So it seems to me you are saying Ron's model is great, but the armor values have to be tweaked a bit. Is this so, or is there something really wrong with his model?
It's more of a personal thing. One of my pet peeves of RPG's (met unfortunately frequently in their earlier days) is when your character/party reaches the point where lower level enemies can't hurt you. In that situation, fighting them is no longer fun but a chore. The realistic combat mod causes this situation far too often. You get swarmed by a few hundred river pirates and rather than being a life or death struggle it turns into a clickfest for the player.
To make things clear, I think Ron is arrogant and condescending, and I hate the way he constantly brings up his personal experience but *never* cites any sources. Thus I am somewhat sceptical about his model, but I can't find any fault with his reasoning, not being at all knowledgeable myself. That's the reason I'm asking you guys.

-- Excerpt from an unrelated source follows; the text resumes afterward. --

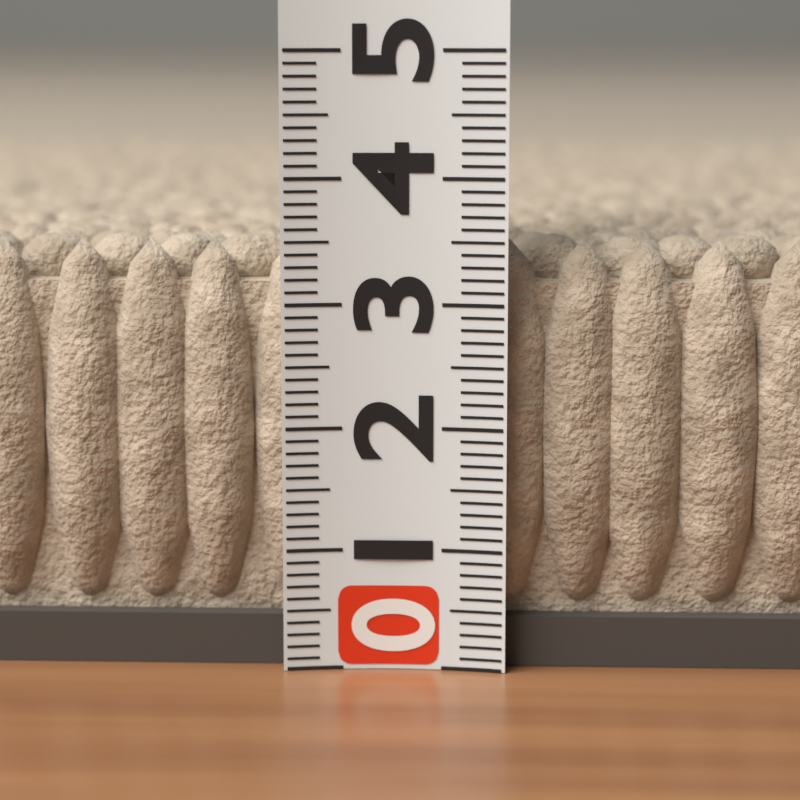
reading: 3.5 (no unit)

Can't really say one thing or the other about the guy personally. Like I said though there's no such thing as a 'realistic' combat model. You have to abstract at some point (for instance, there's no model for freak meteorite strikes killing your opponent, which could happen in the real world although unlikely...). Which is where realism goes wrong. When I kill a guy in plate with my sword, are we assuming the action on screen is literal, or an abstraction. If literal then yes, it shouldn't have killed a guy in plate simply by swinging. Abstraction - perhaps I hit him in a joint, found a weakness in his armour or similar. There's no right or realistic answer.
There definitely is room in M&B for a realism mod, using the same methods as Ron has. But I don't think his system is it. At least, not yet.
That's the thing though, it's not a realism mod, rather it's an alteration of the types/levels of abstraction used. To some it would be more realistic, to others less so. My problem with the mod is as I said, it fails on a
game level rather than on a
goal level (obviously the qualifier being what Ron's opinion of a more realistic set of abstraction is). It's generally a standard problem with mods (and games for that matter) which take a singular goal. For me, I feel Ron has made several alterations to certain things without looking at the indirect changes it will trigger. Given that there's some quite subtle background mechanics within the game as a whole (let alone the combat model), many of which are counter-intuitive and non-obvious, it's not really that surprising.